Makayla, who’s got to be absolutely furious about losing her trip to the news banquet, never once says the words “Martin Shembly” on her morning webcasts. But one night she posts a video on her “Makayla Unscripted” Web site. (She has a script for the webcasts? Who knew!)
She talks into the camera. “Hello, Lincoln Middle School. This is Makayla Brandice, speaking from her heart.” (She has a heart? Who knew!) “I’m worried about Martin Shembly. I don’t think he’s very happy at Lincoln Middle School. I’ve found a number of wonderful military academies and correctional boarding schools that might be perfect for him. Martin, if you’re listening, I’ll post them on my site. If I were you, my very top choice might be the Grindavik Academy in Chile. It’s safe and secure, and I’m sure that live volcano is nothing to worry about.”

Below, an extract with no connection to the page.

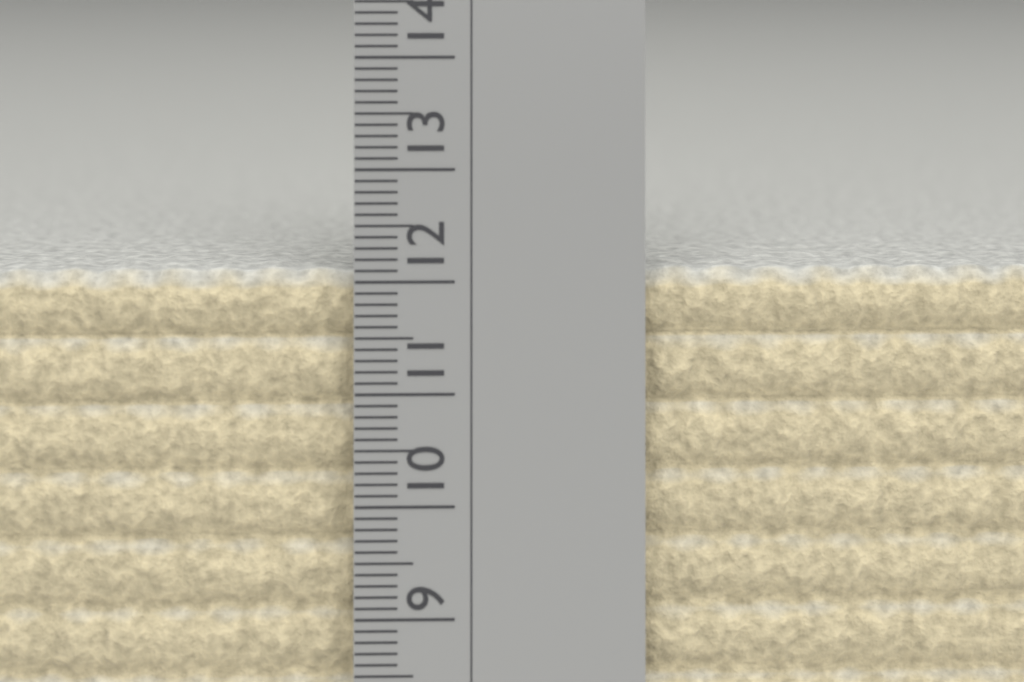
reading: 12.1 cm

Makayla pauses like she’s thinking deep thoughts. “But while Martin is still with us, fellow students, remember to be extra, extra, extra tidy in the halls. We wouldn’t want to make poor Martin’s life harder with spills, and gum, and trash, would we?”
Wow. Makayla is sneaky. She’s pretending to be nice, but she’s really sending out a not-so-secret message about how to make Martin’s life even more miserable.
A lot of kids must have watched Makayla’s video because Martin’s campus cleanup the next day is the worst ever. He has to scrape gum off the hallway floors, pick up overturned trash cans in the boys’ bathroom, and mop up mud from the gym floor.
After school, Sunny and I peer into the cafeteria and see Martin by himself looking at gallons of grape soda spilled on the floor. “Martin’s life stinks,” Sunny says.